The OBR pointed out that the average GDP growth of 1.4 per cent over its forecast horizon is unchanged from the average projected in the Autumn Budget.

Mr Hammond also revealed that public sector net borrowing in 2017-18 would be £45.2bn, down from the £49.9bn forecast in November.

As a share of GDP that would be be 2.2 per cent, lower than the 2.4 per cent previously expected.

The OBR expects borrowing of 1.8 per cent of GDP in 2018-19, down from the 1.9 per cent forecast previously.

Borrowing in 2020-21 is seen as coming in at 1.3 per cent, rather than 1.5 per cent.

In 2018-19 the Chancellor said the OBR was expecting a “small” current budget surplus.

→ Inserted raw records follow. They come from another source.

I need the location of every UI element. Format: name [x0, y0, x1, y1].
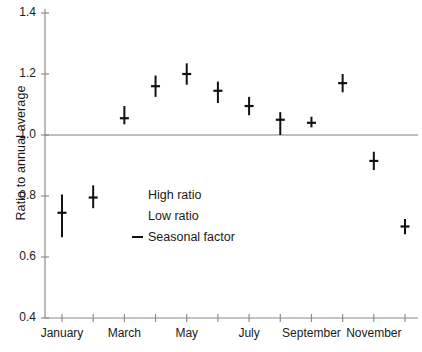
- x-axis-tick-label: July: [238, 326, 259, 340]
- seasonal-factor-chart: Ratio to annual average 1.41.21.00.80.60…: [0, 0, 422, 352]
- x-axis-tick-label: March: [108, 326, 141, 340]
- legend-item-label: Seasonal factor: [148, 230, 235, 244]
- data-markers: [58, 63, 410, 237]
- x-axis-tick-label: January: [41, 326, 84, 340]
- plot-area: [0, 0, 422, 352]
- seasonal-factor-dash-icon: [132, 236, 143, 238]
- legend-item-label: Low ratio: [148, 209, 199, 223]
- x-axis-tick-label: September: [282, 326, 341, 340]
- axes: [41, 9, 418, 322]
- legend-item: High ratio: [148, 188, 202, 202]
- legend-item-label: High ratio: [148, 188, 202, 202]
- legend-item: Low ratio: [148, 209, 199, 223]
- x-axis-tick-label: May: [175, 326, 198, 340]
- x-axis-tick-label: November: [346, 326, 401, 340]
- legend-item: Seasonal factor: [132, 230, 235, 244]
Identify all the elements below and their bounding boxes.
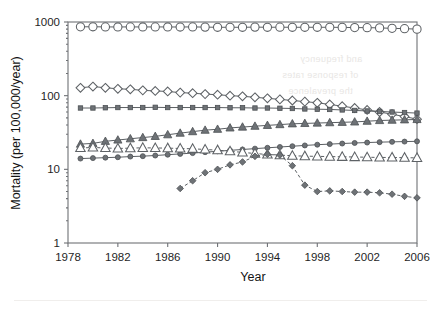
- data-point: [153, 105, 157, 109]
- data-point: [362, 152, 372, 161]
- data-point: [202, 169, 209, 176]
- data-point: [226, 91, 235, 100]
- data-point: [240, 106, 244, 110]
- y-tick-label: 1000: [34, 16, 60, 28]
- data-point: [201, 23, 209, 31]
- data-point: [113, 84, 122, 93]
- data-point: [78, 156, 83, 161]
- data-point: [213, 145, 223, 154]
- x-tick-label: 1990: [205, 251, 231, 263]
- data-point: [313, 23, 321, 31]
- data-point: [213, 90, 222, 99]
- data-point: [300, 151, 310, 160]
- data-point: [176, 23, 184, 31]
- x-tick-label: 1982: [105, 251, 131, 263]
- data-point: [328, 107, 332, 111]
- data-point: [203, 105, 207, 109]
- data-point: [176, 88, 185, 97]
- data-point: [303, 107, 307, 111]
- data-point: [288, 151, 298, 160]
- x-tick-label: 1978: [55, 251, 81, 263]
- data-point: [126, 143, 136, 152]
- data-point: [76, 23, 84, 31]
- data-point: [302, 143, 307, 148]
- data-point: [263, 23, 271, 31]
- data-point: [114, 23, 122, 31]
- x-axis-tick-labels: 19781982198619901994199820022006: [55, 251, 430, 263]
- data-point: [226, 23, 234, 31]
- data-point: [101, 23, 109, 31]
- data-point: [276, 23, 284, 31]
- data-point: [103, 106, 107, 110]
- x-tick-label: 1994: [255, 251, 281, 263]
- data-point: [263, 94, 272, 103]
- data-point: [163, 143, 173, 152]
- data-point: [387, 152, 397, 161]
- data-point: [128, 105, 132, 109]
- data-point: [313, 119, 321, 126]
- data-point: [327, 142, 332, 147]
- data-point: [163, 87, 172, 96]
- data-point: [290, 106, 294, 110]
- data-point: [288, 96, 297, 105]
- data-point: [352, 140, 357, 145]
- data-point: [188, 89, 197, 98]
- data-point: [103, 155, 108, 160]
- data-point: [337, 152, 347, 161]
- data-point: [153, 153, 158, 158]
- data-point: [315, 107, 319, 111]
- data-point: [400, 153, 410, 162]
- data-point: [302, 182, 309, 189]
- y-axis-tick-labels: 1000100101: [34, 16, 60, 249]
- data-point: [350, 152, 360, 161]
- data-point: [390, 139, 395, 144]
- data-point: [189, 23, 197, 31]
- data-point: [326, 23, 334, 31]
- data-point: [377, 109, 381, 113]
- data-point: [151, 23, 159, 31]
- data-point: [340, 108, 344, 112]
- data-point: [126, 23, 134, 31]
- data-point: [139, 23, 147, 31]
- data-point: [351, 23, 359, 31]
- data-point: [290, 144, 295, 149]
- y-axis-ticks: [64, 22, 68, 243]
- data-point: [377, 140, 382, 145]
- data-point: [301, 119, 309, 126]
- data-point: [401, 193, 408, 200]
- series-all-causes: [76, 23, 421, 34]
- data-point: [376, 190, 383, 197]
- data-point: [201, 90, 210, 99]
- data-point: [339, 188, 346, 195]
- data-point: [415, 139, 420, 144]
- data-point: [141, 105, 145, 109]
- data-point: [365, 140, 370, 145]
- data-point: [116, 105, 120, 109]
- data-point: [188, 144, 198, 153]
- data-point: [363, 24, 371, 32]
- series-series-open-diamond: [76, 82, 421, 123]
- figure-container: and frequency of response rates the prev…: [0, 0, 441, 309]
- data-point: [414, 195, 421, 202]
- data-point: [376, 116, 384, 123]
- data-point: [164, 23, 172, 31]
- data-point: [352, 108, 356, 112]
- data-point: [89, 23, 97, 31]
- data-point: [238, 23, 246, 31]
- data-point: [325, 152, 335, 161]
- x-tick-label: 1998: [304, 251, 330, 263]
- data-point: [126, 85, 135, 94]
- data-point: [151, 143, 161, 152]
- data-point: [376, 24, 384, 32]
- data-point: [178, 105, 182, 109]
- data-point: [251, 93, 260, 102]
- data-point: [138, 86, 147, 95]
- data-point: [89, 82, 98, 91]
- data-point: [338, 118, 346, 125]
- footer-divider: [14, 300, 427, 301]
- data-point: [166, 105, 170, 109]
- data-point: [138, 143, 148, 152]
- y-tick-label: 100: [41, 90, 60, 102]
- data-point: [190, 105, 194, 109]
- data-point: [338, 23, 346, 31]
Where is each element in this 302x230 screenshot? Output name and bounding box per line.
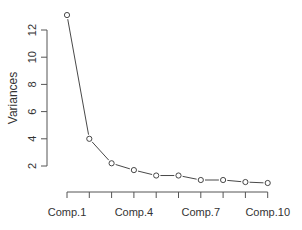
series-segment	[116, 165, 130, 169]
data-point-marker	[154, 173, 159, 178]
data-point-marker	[176, 173, 181, 178]
series-segment	[183, 176, 197, 179]
data-point-marker	[131, 167, 136, 172]
y-axis: 24681012	[26, 24, 47, 169]
y-tick-label: 2	[26, 163, 38, 169]
y-tick-label: 10	[26, 51, 38, 63]
x-axis: Comp.1Comp.4Comp.7Comp.10	[48, 192, 290, 218]
series-segment	[92, 142, 109, 160]
x-tick-label: Comp.1	[48, 206, 87, 218]
data-point-marker	[221, 177, 226, 182]
x-tick-label: Comp.7	[182, 206, 221, 218]
data-point-marker	[64, 12, 69, 17]
series-segment	[138, 171, 152, 174]
data-point-marker	[243, 179, 248, 184]
variance-series	[64, 12, 270, 185]
x-tick-label: Comp.10	[245, 206, 290, 218]
series-segment	[250, 182, 264, 183]
y-tick-label: 12	[26, 24, 38, 36]
x-tick-label: Comp.4	[115, 206, 154, 218]
y-tick-label: 6	[26, 109, 38, 115]
series-segment	[68, 19, 89, 134]
y-tick-label: 8	[26, 81, 38, 87]
data-point-marker	[198, 177, 203, 182]
scree-plot: 24681012 Comp.1Comp.4Comp.7Comp.10 Varia…	[0, 0, 302, 230]
y-tick-label: 4	[26, 136, 38, 142]
data-point-marker	[87, 136, 92, 141]
y-axis-title: Variances	[6, 72, 20, 124]
data-point-marker	[109, 161, 114, 166]
data-point-marker	[265, 180, 270, 185]
series-segment	[227, 180, 241, 181]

The former Chancellor, George Osborne, back in 2010, had pledged to achieve balance on the cyclically-adjusted current budget by 2014-15.

Mr Hammond’s own central fiscal mandate is to achieve a structural budget deficit of less than 2 per cent of GDP by 2021.

He said that the OBR is projecting headroom for him against this target of £15.4bn in 2021 – around 0.7 per cent of GDP – essentially unchanged from November.

The OBR itself was downbeat about the revisions on Tuesday, saying “there seems little reason to change our view of [the UK’s] medium-term growth potential”.

It said that it did not expect the strong productivity pick-up registered in the second half of 2017 by the Office for National Statistics to last, noting that it was driven by weakness in hours worked rather than a surge in output by workers.

Some analysts had been expecting a bigger boost to the public finances outlook than the OBR delivered.

The OBR said that this had not materialised because it had assumed that much of the the recent pick-up in tax revenues was cyclical, rather than structural, meaning it would not be permanent.

Relative to its November forecast, the fiscal watchdog sees underlying upward revisions to tax receipts over the next five years largely cancelled out by higher underlying upward revisions to government spending, including higher local authority spending.

On Brexit, the OBR said that the Leave vote had slowed the UK economy relative to what would otherwise have happened, but by less than it had expected immediately after the referendum.

However, it cautioned “not to put too much weight on early estimates of economic activity either side of the referendum”, reflecting its long-running scepticism about the reliability of early ONS GDP estimates.

There were no major tax or spending plans in the Spring Statement, as the Chancellor had promised.

But he confirmed that the next full spending review – setting medium-term budgets for Whitehall departments beyond 2020-21 – would take place next year.

Mr Hammond also announced the Government has reached agreement with local authorities to distribute funds from its £4.1bn Housing Infrastructure Fund.

London, he said, would receive an additional £1.7bn to deliver 26,000 affordable homes, including homes for social rent.